Frontispiece of Giovanni Riccioli’s Almagestum Novum (1651)

Frontispiece of Giovanni Riccioli’s Almagestum Novum (1651).Resource:https://commons.wikimedia.org/wiki/File:AlmagestumNovumFrontispiece.jpg

Project

Literary Reflections on the Copernican Revolution: A Neo-Kantian Approach

“Science and literature” is not a new field of research. However, most current models of the transfer of knowledge from science to literature fail to acknowledge scientific theories’ justifiable claims to make true assertions about nature. My project takes an alternative approach to the relationship between science and literature, drawing on Michael Friedman’s neo-Kantian philosophy of science (Dynamics of Reason, 2001). Friedman combines Thomas S. Kuhn’s description of the history of science with Immanuel Kant’s epistemology and turns Kuhnian paradigms into epistemological-ontological frameworks of scientific theories. In this model, the philosophical implications of scientific theories clearly also influence the worldview of society at large: if paradigm shifts are interpreted as changes to ontological frameworks, they are a matter of interest for philosophy and literature as well.

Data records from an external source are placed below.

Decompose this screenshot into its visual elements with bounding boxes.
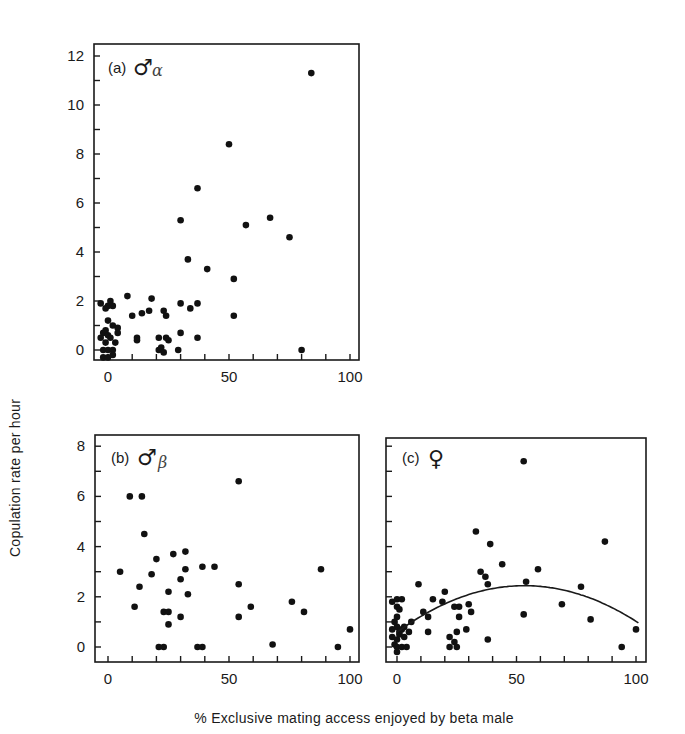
- data-point: [415, 581, 422, 588]
- panel-a-frame: [94, 44, 359, 360]
- y-tick-label: 8: [77, 437, 85, 454]
- fitted-curve: [397, 586, 638, 633]
- data-point: [286, 234, 293, 241]
- data-point: [389, 599, 396, 606]
- data-point: [231, 312, 238, 319]
- male-symbol-icon: ♂: [133, 55, 153, 80]
- data-point: [175, 347, 182, 354]
- data-point: [318, 566, 325, 573]
- data-point: [102, 339, 109, 346]
- figure: 024681012 050100 (a) ♂ α 02468 050100 (b…: [0, 0, 685, 734]
- panel-c-label: (c): [402, 449, 420, 466]
- data-point: [559, 601, 566, 608]
- y-tick-label: 10: [67, 96, 84, 113]
- x-tick-label: 50: [221, 368, 238, 385]
- panel-b-y-ticks: 02468: [77, 437, 101, 655]
- male-symbol-icon: ♂: [137, 445, 157, 470]
- data-point: [153, 556, 160, 563]
- y-tick-label: 4: [77, 538, 85, 555]
- data-point: [535, 566, 542, 573]
- data-point: [139, 310, 146, 317]
- y-tick-label: 0: [76, 341, 84, 358]
- x-tick-label: 50: [508, 670, 525, 687]
- panel-c-points: [389, 458, 639, 655]
- data-point: [211, 563, 218, 570]
- data-point: [269, 641, 276, 648]
- panel-b-label: (b): [111, 449, 129, 466]
- data-point: [102, 305, 109, 312]
- y-tick-label: 12: [67, 47, 84, 64]
- female-symbol-icon: ♀: [428, 446, 444, 471]
- data-point: [394, 649, 401, 656]
- data-point: [156, 335, 163, 342]
- data-point: [442, 589, 449, 596]
- y-tick-label: 0: [77, 638, 85, 655]
- data-point: [477, 568, 484, 575]
- data-point: [456, 614, 463, 621]
- y-tick-label: 4: [76, 243, 84, 260]
- data-point: [523, 578, 530, 585]
- panel-b-x-ticks: 050100: [104, 656, 363, 687]
- data-point: [499, 561, 506, 568]
- x-tick-label: 100: [337, 670, 362, 687]
- panel-a-x-ticks: 050100: [104, 354, 363, 385]
- data-point: [160, 349, 167, 356]
- x-axis-title: % Exclusive mating access enjoyed by bet…: [194, 710, 514, 726]
- panel-c: 050100 (c) ♀: [386, 438, 649, 687]
- data-point: [231, 276, 238, 283]
- data-point: [204, 266, 211, 273]
- data-point: [248, 604, 255, 611]
- panel-c-x-ticks: 050100: [393, 656, 649, 687]
- data-point: [136, 584, 143, 591]
- data-point: [235, 614, 242, 621]
- data-point: [177, 614, 184, 621]
- data-point: [235, 478, 242, 485]
- data-point: [160, 644, 167, 651]
- data-point: [177, 300, 184, 307]
- data-point: [187, 305, 194, 312]
- y-tick-label: 8: [76, 145, 84, 162]
- panel-c-frame: [386, 438, 646, 662]
- data-point: [235, 581, 242, 588]
- x-tick-label: 100: [623, 670, 648, 687]
- panel-a: 024681012 050100 (a) ♂ α: [67, 44, 362, 385]
- data-point: [110, 352, 117, 359]
- data-point: [578, 584, 585, 591]
- data-point: [520, 458, 527, 465]
- panel-c-y-ticks: [386, 446, 392, 647]
- y-tick-label: 2: [77, 588, 85, 605]
- data-point: [301, 609, 308, 616]
- panel-a-y-ticks: 024681012: [67, 47, 100, 358]
- data-point: [454, 644, 461, 651]
- data-point: [97, 300, 104, 307]
- panel-b-points: [117, 478, 354, 650]
- data-point: [97, 335, 104, 342]
- data-point: [226, 141, 233, 148]
- data-point: [520, 611, 527, 618]
- data-point: [485, 581, 492, 588]
- data-point: [243, 222, 250, 229]
- data-point: [298, 347, 305, 354]
- data-point: [406, 629, 413, 636]
- data-point: [587, 616, 594, 623]
- y-tick-label: 6: [76, 194, 84, 211]
- panel-a-points: [97, 70, 314, 361]
- data-point: [473, 528, 480, 535]
- data-point: [446, 644, 453, 651]
- data-point: [425, 629, 432, 636]
- data-point: [396, 606, 403, 613]
- data-point: [446, 634, 453, 641]
- data-point: [177, 330, 184, 337]
- data-point: [194, 335, 201, 342]
- data-point: [182, 548, 189, 555]
- data-point: [107, 335, 114, 342]
- data-point: [403, 644, 410, 651]
- x-tick-label: 100: [337, 368, 362, 385]
- data-point: [308, 70, 315, 77]
- data-point: [482, 573, 489, 580]
- x-tick-label: 0: [393, 670, 401, 687]
- data-point: [468, 609, 475, 616]
- panel-a-subscript: α: [152, 61, 163, 80]
- data-point: [425, 614, 432, 621]
- data-point: [199, 563, 206, 570]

Particularly revealing are works that were written before a new paradigm was universally accepted and that ponder the consequences of paradigm changes beyond the scope of the scientific theory in question. A prime example from the Copernican Revolution (up to Galileo’s contributions) is Giordano Bruno’s La cena de le ceneri (1584), which defends heliocentrism when it was still extremely controversial and introduces the hypothesis of many inhabited worlds, the most striking philosophical consequence drawn from Copernicus’s theory. In general, writers with Neoplatonic leanings or special appreciation of the significance of experience for science were more likely to accept heliocentrism. Copernicus’s reception in Italy and England is already well explored, but my project will be the first to address such literary reflections in German-speaking countries.